For the majority of companies, marketing is all about positioning a brand in clients’ or customers’ minds. This has often resulted in a very singular focus on external marketing activities while only opportunistically exploiting (or even totally ignoring) the strongest marketing weapon there is – your own employees.
The rising cost of customer contact, driven by the variety in the B2B media landscape and the decreasing attention span of customers to traditional communication strategies, continues to apply pressure on your marketing ROI.
While it is possible to focus on applying new technology or further segmenting customers, focusing internally on employees – who actually deliver end-products or services – can make the difference between an ordinary brand and a great brand, and increase your competitive edge.

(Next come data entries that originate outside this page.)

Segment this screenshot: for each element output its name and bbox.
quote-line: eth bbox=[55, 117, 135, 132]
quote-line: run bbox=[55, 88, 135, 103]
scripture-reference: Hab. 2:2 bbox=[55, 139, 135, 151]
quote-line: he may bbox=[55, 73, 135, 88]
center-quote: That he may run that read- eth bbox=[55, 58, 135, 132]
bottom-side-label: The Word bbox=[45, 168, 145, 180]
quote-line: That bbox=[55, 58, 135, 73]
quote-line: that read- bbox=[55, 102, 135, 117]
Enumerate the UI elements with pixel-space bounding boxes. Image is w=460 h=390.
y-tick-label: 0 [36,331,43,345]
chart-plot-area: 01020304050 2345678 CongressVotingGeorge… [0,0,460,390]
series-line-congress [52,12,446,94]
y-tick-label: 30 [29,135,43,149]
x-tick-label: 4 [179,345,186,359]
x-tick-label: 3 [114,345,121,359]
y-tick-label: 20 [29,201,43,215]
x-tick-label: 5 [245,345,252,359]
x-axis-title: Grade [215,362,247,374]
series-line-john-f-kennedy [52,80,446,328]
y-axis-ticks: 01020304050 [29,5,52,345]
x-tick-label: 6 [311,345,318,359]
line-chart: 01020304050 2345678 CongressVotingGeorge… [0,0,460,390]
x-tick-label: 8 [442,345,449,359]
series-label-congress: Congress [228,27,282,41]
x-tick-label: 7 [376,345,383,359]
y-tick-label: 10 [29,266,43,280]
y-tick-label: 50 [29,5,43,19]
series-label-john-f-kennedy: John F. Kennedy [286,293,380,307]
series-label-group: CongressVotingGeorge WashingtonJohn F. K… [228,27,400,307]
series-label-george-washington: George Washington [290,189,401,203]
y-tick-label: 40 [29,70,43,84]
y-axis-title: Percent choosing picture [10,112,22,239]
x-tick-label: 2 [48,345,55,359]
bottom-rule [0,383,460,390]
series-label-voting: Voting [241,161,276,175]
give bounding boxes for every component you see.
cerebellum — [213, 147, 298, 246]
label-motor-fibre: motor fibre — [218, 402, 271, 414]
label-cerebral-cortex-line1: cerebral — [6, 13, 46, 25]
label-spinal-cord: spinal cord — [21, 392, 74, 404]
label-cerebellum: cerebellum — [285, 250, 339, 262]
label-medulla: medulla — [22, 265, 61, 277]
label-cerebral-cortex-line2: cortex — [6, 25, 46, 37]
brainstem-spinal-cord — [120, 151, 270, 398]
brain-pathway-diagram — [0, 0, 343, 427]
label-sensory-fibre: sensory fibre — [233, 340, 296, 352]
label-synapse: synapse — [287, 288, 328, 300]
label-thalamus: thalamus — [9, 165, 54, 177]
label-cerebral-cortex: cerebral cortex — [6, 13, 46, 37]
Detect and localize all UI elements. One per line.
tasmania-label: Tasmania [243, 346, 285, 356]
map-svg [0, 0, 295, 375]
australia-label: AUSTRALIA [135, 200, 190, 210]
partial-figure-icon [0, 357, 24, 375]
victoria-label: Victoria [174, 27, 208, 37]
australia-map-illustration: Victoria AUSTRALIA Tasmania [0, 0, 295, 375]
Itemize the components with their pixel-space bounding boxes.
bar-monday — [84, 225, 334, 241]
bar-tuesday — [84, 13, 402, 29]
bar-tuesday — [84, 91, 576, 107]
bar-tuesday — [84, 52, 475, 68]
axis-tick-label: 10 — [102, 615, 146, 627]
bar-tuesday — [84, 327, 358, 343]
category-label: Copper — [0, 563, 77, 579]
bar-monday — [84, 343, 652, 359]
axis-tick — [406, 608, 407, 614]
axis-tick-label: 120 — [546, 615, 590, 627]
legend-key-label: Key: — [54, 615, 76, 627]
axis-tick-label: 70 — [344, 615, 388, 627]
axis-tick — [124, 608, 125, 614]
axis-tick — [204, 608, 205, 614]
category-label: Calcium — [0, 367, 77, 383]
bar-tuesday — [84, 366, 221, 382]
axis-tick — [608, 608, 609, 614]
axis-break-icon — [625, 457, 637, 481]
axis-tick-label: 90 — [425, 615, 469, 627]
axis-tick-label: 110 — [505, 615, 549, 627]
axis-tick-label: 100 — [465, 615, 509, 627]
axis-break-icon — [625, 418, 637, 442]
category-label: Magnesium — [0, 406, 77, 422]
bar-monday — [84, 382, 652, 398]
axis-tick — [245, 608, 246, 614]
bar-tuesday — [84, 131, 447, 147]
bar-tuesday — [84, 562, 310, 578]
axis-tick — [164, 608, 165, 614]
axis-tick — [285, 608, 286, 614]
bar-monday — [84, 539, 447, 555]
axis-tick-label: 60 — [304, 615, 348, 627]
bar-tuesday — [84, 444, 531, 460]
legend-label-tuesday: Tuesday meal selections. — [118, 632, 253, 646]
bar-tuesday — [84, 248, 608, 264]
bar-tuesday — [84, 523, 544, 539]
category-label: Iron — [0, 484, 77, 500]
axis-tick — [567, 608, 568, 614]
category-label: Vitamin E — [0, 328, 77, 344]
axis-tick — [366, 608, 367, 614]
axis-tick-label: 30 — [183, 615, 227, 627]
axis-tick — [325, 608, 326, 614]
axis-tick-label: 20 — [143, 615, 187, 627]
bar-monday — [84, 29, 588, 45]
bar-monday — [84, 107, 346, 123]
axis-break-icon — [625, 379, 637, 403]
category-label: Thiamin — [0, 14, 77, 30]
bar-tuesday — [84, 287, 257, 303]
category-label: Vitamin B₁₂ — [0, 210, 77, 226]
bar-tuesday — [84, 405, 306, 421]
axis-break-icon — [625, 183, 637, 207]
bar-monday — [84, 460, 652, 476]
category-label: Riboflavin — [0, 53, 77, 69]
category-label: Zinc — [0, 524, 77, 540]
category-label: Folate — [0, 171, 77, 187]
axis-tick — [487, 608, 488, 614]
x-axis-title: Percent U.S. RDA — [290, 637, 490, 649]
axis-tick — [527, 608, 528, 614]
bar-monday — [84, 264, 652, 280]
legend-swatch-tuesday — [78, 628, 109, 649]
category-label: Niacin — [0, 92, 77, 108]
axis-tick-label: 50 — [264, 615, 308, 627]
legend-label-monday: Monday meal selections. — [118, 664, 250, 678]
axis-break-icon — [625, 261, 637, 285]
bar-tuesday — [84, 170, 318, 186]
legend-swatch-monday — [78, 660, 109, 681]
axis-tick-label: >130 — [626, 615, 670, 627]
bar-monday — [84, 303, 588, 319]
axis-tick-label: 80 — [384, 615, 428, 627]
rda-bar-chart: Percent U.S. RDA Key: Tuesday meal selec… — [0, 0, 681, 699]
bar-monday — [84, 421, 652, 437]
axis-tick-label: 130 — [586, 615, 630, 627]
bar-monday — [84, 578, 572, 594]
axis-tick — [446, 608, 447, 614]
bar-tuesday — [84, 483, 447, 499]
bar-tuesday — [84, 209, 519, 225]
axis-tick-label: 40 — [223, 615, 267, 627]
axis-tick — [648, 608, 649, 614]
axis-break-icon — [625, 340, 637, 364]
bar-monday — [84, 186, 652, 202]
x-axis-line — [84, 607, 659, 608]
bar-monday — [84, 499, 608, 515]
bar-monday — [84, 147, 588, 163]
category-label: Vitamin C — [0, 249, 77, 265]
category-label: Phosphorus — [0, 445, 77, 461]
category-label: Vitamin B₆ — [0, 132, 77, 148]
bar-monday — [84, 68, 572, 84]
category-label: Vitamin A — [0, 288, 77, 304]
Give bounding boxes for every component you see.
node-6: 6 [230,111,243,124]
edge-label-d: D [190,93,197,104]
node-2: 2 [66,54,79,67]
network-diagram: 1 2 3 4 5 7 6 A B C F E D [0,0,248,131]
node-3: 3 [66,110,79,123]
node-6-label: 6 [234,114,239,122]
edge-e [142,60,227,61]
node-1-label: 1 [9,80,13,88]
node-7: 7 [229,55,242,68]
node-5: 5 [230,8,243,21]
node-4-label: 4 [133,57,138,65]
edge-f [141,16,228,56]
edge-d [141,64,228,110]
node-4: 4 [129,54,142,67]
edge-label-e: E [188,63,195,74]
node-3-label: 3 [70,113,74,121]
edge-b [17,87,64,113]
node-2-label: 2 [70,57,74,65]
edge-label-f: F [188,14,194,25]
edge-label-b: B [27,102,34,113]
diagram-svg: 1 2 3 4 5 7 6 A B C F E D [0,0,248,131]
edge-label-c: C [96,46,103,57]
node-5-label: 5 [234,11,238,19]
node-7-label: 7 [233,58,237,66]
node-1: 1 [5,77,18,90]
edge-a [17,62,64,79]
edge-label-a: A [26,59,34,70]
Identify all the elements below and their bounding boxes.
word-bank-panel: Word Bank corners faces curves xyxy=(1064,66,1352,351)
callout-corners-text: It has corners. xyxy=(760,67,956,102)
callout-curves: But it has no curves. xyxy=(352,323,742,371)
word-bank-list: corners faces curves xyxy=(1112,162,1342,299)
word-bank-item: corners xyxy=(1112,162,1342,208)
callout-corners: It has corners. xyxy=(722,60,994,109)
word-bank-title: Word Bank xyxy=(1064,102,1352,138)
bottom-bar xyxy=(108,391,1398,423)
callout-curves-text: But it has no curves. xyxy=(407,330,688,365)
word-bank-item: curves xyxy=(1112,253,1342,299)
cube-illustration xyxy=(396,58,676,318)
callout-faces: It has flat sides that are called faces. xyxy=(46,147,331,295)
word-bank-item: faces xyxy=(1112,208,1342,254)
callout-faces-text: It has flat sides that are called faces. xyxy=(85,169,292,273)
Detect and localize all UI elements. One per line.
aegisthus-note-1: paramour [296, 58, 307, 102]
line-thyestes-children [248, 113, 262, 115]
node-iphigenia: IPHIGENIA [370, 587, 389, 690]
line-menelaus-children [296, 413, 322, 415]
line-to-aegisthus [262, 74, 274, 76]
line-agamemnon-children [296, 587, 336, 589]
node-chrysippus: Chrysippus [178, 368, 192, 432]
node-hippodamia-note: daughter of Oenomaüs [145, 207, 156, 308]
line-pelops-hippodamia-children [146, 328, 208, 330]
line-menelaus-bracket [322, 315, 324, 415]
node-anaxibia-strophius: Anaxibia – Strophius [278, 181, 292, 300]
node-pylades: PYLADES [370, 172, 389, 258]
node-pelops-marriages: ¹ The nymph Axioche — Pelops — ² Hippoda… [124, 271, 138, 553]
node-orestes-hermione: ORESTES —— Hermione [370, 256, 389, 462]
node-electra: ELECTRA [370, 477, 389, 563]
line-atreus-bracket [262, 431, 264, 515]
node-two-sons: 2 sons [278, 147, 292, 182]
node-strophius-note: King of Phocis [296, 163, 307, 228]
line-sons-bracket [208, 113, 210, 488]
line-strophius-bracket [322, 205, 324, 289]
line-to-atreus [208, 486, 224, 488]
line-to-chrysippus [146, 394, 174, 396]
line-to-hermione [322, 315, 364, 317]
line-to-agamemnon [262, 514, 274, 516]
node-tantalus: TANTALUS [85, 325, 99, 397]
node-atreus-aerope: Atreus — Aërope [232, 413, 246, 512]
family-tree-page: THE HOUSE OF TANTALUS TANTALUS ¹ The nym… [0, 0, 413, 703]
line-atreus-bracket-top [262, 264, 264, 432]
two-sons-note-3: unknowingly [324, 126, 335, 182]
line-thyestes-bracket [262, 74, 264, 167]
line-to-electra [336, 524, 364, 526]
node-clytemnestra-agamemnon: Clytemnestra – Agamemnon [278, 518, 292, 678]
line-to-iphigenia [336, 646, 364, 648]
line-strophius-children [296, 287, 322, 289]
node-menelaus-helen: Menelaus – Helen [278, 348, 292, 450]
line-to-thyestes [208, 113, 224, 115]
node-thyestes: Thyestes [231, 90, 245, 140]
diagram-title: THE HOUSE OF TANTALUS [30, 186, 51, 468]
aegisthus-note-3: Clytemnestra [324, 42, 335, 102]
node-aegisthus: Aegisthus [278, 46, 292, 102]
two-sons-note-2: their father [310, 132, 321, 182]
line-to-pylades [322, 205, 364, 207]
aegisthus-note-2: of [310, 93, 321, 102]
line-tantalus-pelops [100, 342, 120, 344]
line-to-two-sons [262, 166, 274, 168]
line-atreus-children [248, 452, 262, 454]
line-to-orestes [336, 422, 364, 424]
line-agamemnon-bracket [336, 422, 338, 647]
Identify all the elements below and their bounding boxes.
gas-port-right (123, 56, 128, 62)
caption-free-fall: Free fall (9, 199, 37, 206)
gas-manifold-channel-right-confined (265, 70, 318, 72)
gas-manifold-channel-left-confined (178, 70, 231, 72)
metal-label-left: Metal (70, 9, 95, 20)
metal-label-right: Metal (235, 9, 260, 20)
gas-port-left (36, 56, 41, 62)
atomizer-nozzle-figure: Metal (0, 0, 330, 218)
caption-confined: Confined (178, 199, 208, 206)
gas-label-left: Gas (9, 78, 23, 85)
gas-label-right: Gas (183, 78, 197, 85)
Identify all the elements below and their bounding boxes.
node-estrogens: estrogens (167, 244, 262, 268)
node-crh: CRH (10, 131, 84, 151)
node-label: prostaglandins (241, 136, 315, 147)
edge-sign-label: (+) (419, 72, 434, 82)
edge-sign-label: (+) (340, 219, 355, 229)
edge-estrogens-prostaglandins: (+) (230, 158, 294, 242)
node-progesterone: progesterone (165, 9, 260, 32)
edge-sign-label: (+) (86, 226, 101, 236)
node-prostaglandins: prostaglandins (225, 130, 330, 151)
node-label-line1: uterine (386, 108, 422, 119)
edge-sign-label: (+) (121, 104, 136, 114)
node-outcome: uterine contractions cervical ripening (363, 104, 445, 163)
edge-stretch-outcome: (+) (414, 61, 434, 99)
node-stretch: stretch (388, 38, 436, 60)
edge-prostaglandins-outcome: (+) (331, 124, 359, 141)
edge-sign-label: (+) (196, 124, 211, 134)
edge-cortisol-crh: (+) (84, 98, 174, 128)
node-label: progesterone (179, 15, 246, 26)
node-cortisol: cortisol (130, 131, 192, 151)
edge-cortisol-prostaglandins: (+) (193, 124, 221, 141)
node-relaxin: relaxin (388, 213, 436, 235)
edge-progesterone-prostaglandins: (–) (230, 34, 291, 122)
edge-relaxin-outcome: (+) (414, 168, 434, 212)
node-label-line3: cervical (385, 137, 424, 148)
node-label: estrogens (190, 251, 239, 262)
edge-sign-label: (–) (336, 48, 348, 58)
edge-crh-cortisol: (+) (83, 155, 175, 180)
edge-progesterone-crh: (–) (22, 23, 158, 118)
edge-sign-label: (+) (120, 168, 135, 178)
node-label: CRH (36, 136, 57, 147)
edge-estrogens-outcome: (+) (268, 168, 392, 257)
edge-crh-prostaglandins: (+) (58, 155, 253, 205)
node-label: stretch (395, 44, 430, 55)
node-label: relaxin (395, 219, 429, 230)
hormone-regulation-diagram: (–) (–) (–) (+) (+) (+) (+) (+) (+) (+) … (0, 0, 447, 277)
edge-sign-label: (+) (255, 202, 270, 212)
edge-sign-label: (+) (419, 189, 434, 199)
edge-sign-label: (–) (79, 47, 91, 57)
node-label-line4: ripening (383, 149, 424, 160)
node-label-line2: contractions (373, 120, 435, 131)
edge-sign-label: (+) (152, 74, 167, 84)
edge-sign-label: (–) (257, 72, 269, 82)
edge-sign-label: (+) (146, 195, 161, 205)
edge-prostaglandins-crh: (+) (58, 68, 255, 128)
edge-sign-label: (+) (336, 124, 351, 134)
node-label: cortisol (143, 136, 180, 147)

People make the difference
Engaging your employees is not as easy as it sounds. In precisely the same manner as with external target groups, you are faced with information asymmetries, biased experiences, diverging attention spans and, of course, cultural and political differences. Selecting suitable tools, methods and timings are thus crucial to successfully getting to the very heart of the organisation to bring about change.
Depending on budget constraints and the size of the organisation, the tools and technology available to engage with employees will vastly differ. Traditional communication tools, such as email, newsletters, inhouse magazines and the intranet, all represent fantastic ways of distributing your core message. However, the emotional relations resulting from such methods with your target group are relatively weak.
Live communication, on the other hand, such as internal roadshows, represents a great way of engaging your employees, enabling instant feedback and high-impact dual communication. Internal roadshows allow you to deeply engrain your marketing message into the organisation while disengaging information filters within your management ranks.
To successfully apply live communication campaigns, leading to a change in employee’s brand perception and thus behavior, follow four crucial rules.
1: Choose the right moment
Whether you aim to rebrand a product or align your employees behind your brand; you are beginning a change process in which timing is a key factor. A change in management, a large takeover, the introduction of a new core product or even a dip in sales are a few examples of change-enabling moments.
When an organisation is in an uncertain position, this can psychologically open the eyes and ears of employees to new game-changing rules. Don’t lie back and wait for such a moment to arise; plan your internal campaign rigorously and leave enough flexibility to exploit the right moment when it occurs.
2: Align your marketing
Great branding does not happen by chance; core messages need to be aligned and matched with the perceived reality. As the saying goes ‘Do not overpromise and underdeliver’, this also applies to your internal audience. Align your internal and external marketing strategy; amend your segmentation to also include employees. Congruency in communication is as vital as ensuring that performance measures are in line with your marketing strategy.
3: Involve everyone
Every instance of customer interaction with your organisation defines your brand image. A roadshow is a great vehicle for mobilising your entire organisation to inflict a sense of urgency through human interaction. One of the contradicting tasks of live communication is, however, spreading a message general enough to apply to the entire organisation, while sufficiently engaging individuals/groups.
One way of overcoming this contradiction is by not only sending your brand spokesperson to your roadshow sites, but also by involving your second and third-tier management layer such as regional, country or local managers. These managers need to break your message down to relate this to their respective organisational units; which not only personalises the message for targeted employees but also leads your management to publicly committing to the roadshow’s core message.
Don’t forget to involve your CEO as your spokesperson; commitment from the highest ranks of an organisation spreads much more easily.
4: Integrate and think long-term
Integrate your live communication with other available communication channels prominent in your organisation. Plan follow-up activities and involve people. Why not ask each site to provide pictures or videos that highlight their brand alignment as a success story?
Don’t expect overnight results, but plan strategically. Repeating a roadshow every two to three years is necessary to institutionalise the event in the minds of your employees. Each cycle will further tighten the gap between brand identity and brand image.